This axis gathers 4 instances of the use of this verse in Muhammad Shahrur’s books, linking it to the concepts and arguments that appear around it.
The verse text as cited
O you who believe, retaliation has been prescribed for you in cases of those killed
Brief reading
For Shahrur, the verse comes to establish the chapter of retaliation as a ruling that regulates the protection of society while keeping pardon and mitigation within the structure of punishment.
Axes
- Legislative
- Political and social
- Human and ethical
Related concepts
- retaliation: 3
- retaliation in cases of those killed: 2
- pardon: 2
Its place in the network of concepts
It is connected to the network of limits and penalties and to the idea that the ruling is inseparable from the possibility of pardon.

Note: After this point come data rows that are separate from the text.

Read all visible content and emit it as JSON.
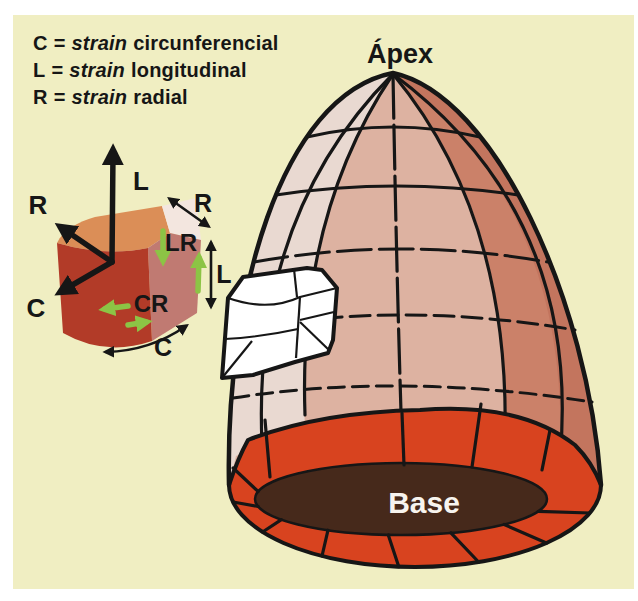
{
  "legend": {
    "items": [
      {
        "term": "C",
        "eq": "=",
        "italic": "strain",
        "rest": "circunferencial"
      },
      {
        "term": "L",
        "eq": "=",
        "italic": "strain",
        "rest": "longitudinal"
      },
      {
        "term": "R",
        "eq": "=",
        "italic": "strain",
        "rest": "radial"
      }
    ]
  },
  "model": {
    "apex_label": "Ápex",
    "base_label": "Base"
  },
  "strain_axes": {
    "longitudinal": "L",
    "radial": "R",
    "circumferential": "C"
  },
  "block_annotations": {
    "shear_lr": "LR",
    "shear_cr": "CR",
    "dim_l": "L",
    "dim_r": "R",
    "dim_c": "C"
  },
  "colors": {
    "page": "#ffffff",
    "panel": "#f0eec2",
    "ink": "#161616",
    "white": "#ffffff",
    "green": "#8cc445",
    "dome_mid": "#ddb2a1",
    "dome_light": "#e9d9d1",
    "dome_dark": "#cb8169",
    "dome_darker": "#c3755e",
    "ring_red": "#d8431f",
    "cavity_brown": "#46291b",
    "block_front": "#b23b28",
    "block_top": "#db8e57",
    "block_side": "#c07a72",
    "block_sliver": "#f3e6df",
    "base_text": "#f7f4ef"
  }
}
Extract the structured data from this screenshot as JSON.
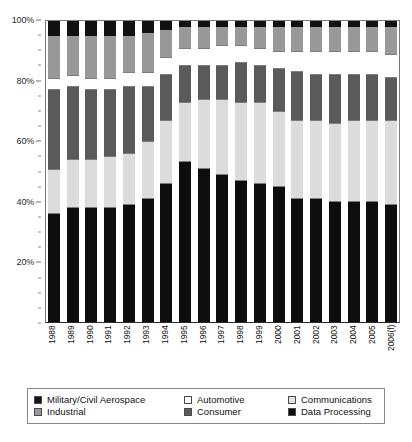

The verse’s role in the argument
- Support: 3
- Distinction: 1
Instances of use
- Islam and Faith, p. 44: He cites it as an example of the category “has been prescribed for you” within the limits and penalties that regulate the preservation of society.
- Concept: retaliation
- Function of the verse here: Support
- Textual evidence: «{O you who believe, retaliation has been prescribed for you in cases of those killed…} (al-Baqarah 178).»
- The Messengerly Sunna and the Prophetic Sunna, p. 52: He compares the bequest to retaliation to show that it is a binding legal ruling that cannot be nullified by abrogation in his view.
- Concept: retaliation
- Function of the verse here: Support
- Textual evidence: «The bequest is an obligatory legal duty … just like the prescribed ordinances such as retaliation (al-Baqarah 178)»
- The Book and the Qur’an, p. 399: He separates it from individual crimes of murder and makes it specific to a tribal collective conflict, not to the killing of an ordinary individual.
- Concept: retaliation in cases of those killed
- Function of the verse here: Distinction
- Textual evidence: «The verse of retaliation: {O you who believe, retaliation has been prescribed for you in cases of those killed …} (al-Baqarah 178), a concrete verse with its own objective circumstances»
- Corresponding traditional reading: the exegetes and jurists
- The Book and the Qur’an, p. 413: He uses it to affirm that the door of pardon and mitigation is part of the penal system, not that retaliation turns into open-ended revenge.
- Concept: pardon
- Function of the verse here: Support
- Textual evidence: «{O you who believe, retaliation has been prescribed for you in cases of those killed…} (al-Baqarah 178). Here he clarified the maximum punishment for unlawful killing, which is execution»
- Corresponding traditional reading: retaliation as vengeance
Related books
- Islam and Faith
- The Messengerly Sunna and the Prophetic Sunna
- The Book and the Qur’an
This page is presented within the general method of building the atlas.